Matt Minto and Michael Whalley in COCK at the Old Fitz. Photo by Tim Levy.
Matt Minto and Michael Whalley in COCK at the Old Fitz. Photo by Tim Levy.

W is more together than John, too, but so is everyone, and she is lonely and she understands something about John’s loneliness, the kind of anxiety he wears all over his face that says, ‘I don’t have a place yet in the world’ (indeed, John later says he has no idea who he is, that everyone seems to have a personality and he does not; he is always lost). W attempts to find him, and John does find something in her, something he believes is authentic.

When they have sex for the first time, John and W are centre stage, circling each other, creating a rhythm and experience with words and their restrained movement alone. It’s incredibly intimate, much more so than nudity, and the close-up, in-the-round seating on the Old Fitz stage provides a close reading of their faces. Whalley and Ridgway are superb in this scene, both impressive in their subtle complexity of expression. Ridgway can crinkle her nose and half-laugh and somehow that says everything; Whalley can hunch and curve and quirk his upper lip and that’s a thousand words.

Minto’s M is not static but his expression and movement is more straightforward, which makes perfect sense for his driven nature: when he’s upset tears well up in his eyes because he makes no attempt to hide when he feels wronged, and it’s all supported by the script. It’s M who calls John out for pointing as they argue, it’s M who points out, quite rightly, that they are at a distance because John has ordered M across the room.

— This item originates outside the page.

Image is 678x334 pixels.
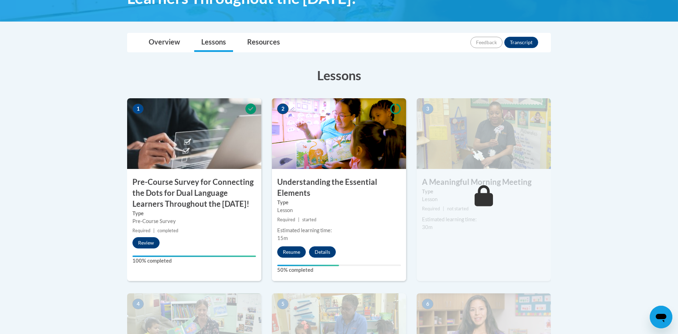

The marriage between script and direction in this production is so harmonious that props and authentic miming of the business of dinner and anything else are happily discarded, because we care about the story much more than distraction. We zero in on John’s frustrating, debilitating anxiety and indecision. On W’s naked, sensitive, demand for love and that John stand up for it. On M’s deep sense of betrayal.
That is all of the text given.